Sally Gunnell, the champion hurdler and the GLL Sport Foundation’s patron, told The IoS that “all these facilities could easily have folded or crumbled”. “It’s expensive to join sports centres, or use facilities, and often young people can’t afford to,” she said. “What these guys [GLL] are doing is keeping people in sport at a really crucial point, at 15 or 16, allowing them to carry on.”

Peter Bundey, GLL’s deputy managing director and chair of the sport foundation, said: “The private sector cherry-picks the profit-making stuff [gym memberships] and leaves the non-profitable [athletics stadiums] to rot. This doesn’t provide a balanced outcome for sport and physical activity. We match social outputs with business outputs.”

GLL is not the only social enterprise in the park.

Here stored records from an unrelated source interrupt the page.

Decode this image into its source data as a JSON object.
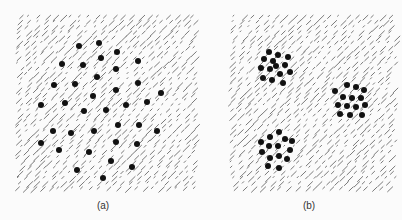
{
  "figure": {
    "panels": [
      {
        "label": "(a)",
        "description": "dots randomly dispersed over oriented line texture",
        "dots": [
          [
            79,
            46
          ],
          [
            99,
            43
          ],
          [
            117,
            52
          ],
          [
            101,
            58
          ],
          [
            62,
            64
          ],
          [
            83,
            65
          ],
          [
            138,
            61
          ],
          [
            116,
            69
          ],
          [
            97,
            77
          ],
          [
            54,
            85
          ],
          [
            75,
            84
          ],
          [
            138,
            83
          ],
          [
            116,
            90
          ],
          [
            161,
            93
          ],
          [
            93,
            96
          ],
          [
            65,
            103
          ],
          [
            41,
            105
          ],
          [
            126,
            105
          ],
          [
            147,
            102
          ],
          [
            84,
            111
          ],
          [
            106,
            110
          ],
          [
            118,
            125
          ],
          [
            139,
            125
          ],
          [
            53,
            131
          ],
          [
            71,
            133
          ],
          [
            94,
            131
          ],
          [
            157,
            131
          ],
          [
            41,
            143
          ],
          [
            116,
            142
          ],
          [
            137,
            144
          ],
          [
            59,
            150
          ],
          [
            89,
            152
          ],
          [
            111,
            161
          ],
          [
            132,
            167
          ],
          [
            77,
            170
          ],
          [
            103,
            178
          ]
        ]
      },
      {
        "label": "(b)",
        "description": "dots grouped in three clusters over oriented line texture",
        "dots": [
          [
            269,
            52
          ],
          [
            278,
            55
          ],
          [
            288,
            57
          ],
          [
            264,
            59
          ],
          [
            273,
            61
          ],
          [
            276,
            66
          ],
          [
            285,
            65
          ],
          [
            261,
            68
          ],
          [
            270,
            69
          ],
          [
            290,
            72
          ],
          [
            280,
            74
          ],
          [
            263,
            78
          ],
          [
            272,
            80
          ],
          [
            283,
            83
          ],
          [
            347,
            85
          ],
          [
            356,
            87
          ],
          [
            335,
            91
          ],
          [
            364,
            90
          ],
          [
            343,
            97
          ],
          [
            352,
            98
          ],
          [
            361,
            98
          ],
          [
            338,
            105
          ],
          [
            347,
            106
          ],
          [
            356,
            107
          ],
          [
            365,
            105
          ],
          [
            340,
            114
          ],
          [
            350,
            115
          ],
          [
            362,
            115
          ],
          [
            279,
            132
          ],
          [
            270,
            137
          ],
          [
            285,
            139
          ],
          [
            261,
            142
          ],
          [
            269,
            146
          ],
          [
            278,
            146
          ],
          [
            292,
            141
          ],
          [
            262,
            152
          ],
          [
            290,
            150
          ],
          [
            270,
            158
          ],
          [
            279,
            156
          ],
          [
            287,
            159
          ],
          [
            268,
            166
          ],
          [
            279,
            168
          ]
        ]
      }
    ],
    "colors": {
      "background": "#fbfbfb",
      "lines": "#7a7a7a",
      "dots": "#111111",
      "text": "#333333"
    }
  }
}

A café will be operated by the Camden Society and Unity Kitchen – a chain that channels its profits into funding training and apprenticeships for people with learning disabilities. A spokesperson said: “We aim to show that social enterprise can make a serious contribution to the Olympic legacy.”

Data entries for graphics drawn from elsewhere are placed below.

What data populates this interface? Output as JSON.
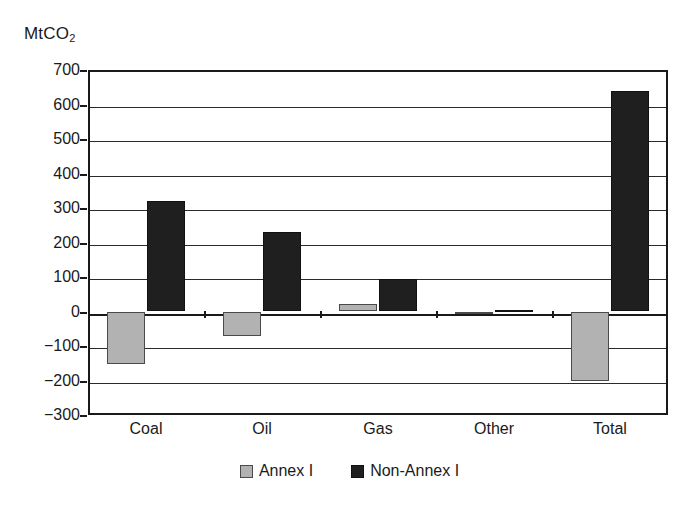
{
  "unit_label": {
    "base": "MtCO",
    "subscript": "2"
  },
  "legend": {
    "items": [
      {
        "label": "Annex I",
        "color": "#b2b2b2",
        "swatch": "annex"
      },
      {
        "label": "Non-Annex I",
        "color": "#1f1f1f",
        "swatch": "nonannex"
      }
    ]
  },
  "chart_data": {
    "type": "bar",
    "title": "",
    "subtitle": "",
    "xlabel": "",
    "ylabel": "MtCO2",
    "categories": [
      "Coal",
      "Oil",
      "Gas",
      "Other",
      "Total"
    ],
    "series": [
      {
        "name": "Annex I",
        "color": "#b2b2b2",
        "values": [
          -152,
          -72,
          22,
          0,
          -200
        ]
      },
      {
        "name": "Non-Annex I",
        "color": "#1f1f1f",
        "values": [
          320,
          230,
          93,
          5,
          638
        ]
      }
    ],
    "ylim": [
      -300,
      700
    ],
    "ytick_labels": [
      "700",
      "600",
      "500",
      "400",
      "300",
      "200",
      "100",
      "0",
      "−100",
      "−200",
      "−300"
    ],
    "ytick_values": [
      700,
      600,
      500,
      400,
      300,
      200,
      100,
      0,
      -100,
      -200,
      -300
    ],
    "grid": true,
    "grid_axis": "y",
    "legend_position": "bottom-center",
    "annotations": []
  }
}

Help choose a worthy winner

The Independent on Sunday is sponsoring the UK Social Enterprise Awards 2013 and has its very own award to make: the Social Enterprise Champion Award. If you know an exceedingly talented individual working to improve society – either in a social enterprise or in a public or corporate organisation – then please nominate them at www.independent.co.uk/enterprisechampion and download the form, or send an email to socialenterprise@independent.co.uk before Friday 6 September. Your nominee could have created positive change in communities by demonstrating socially entrepreneurial skills or they may simply have shone a light on the sector and the work that it does. The award will be presented on Wednesday 27 November.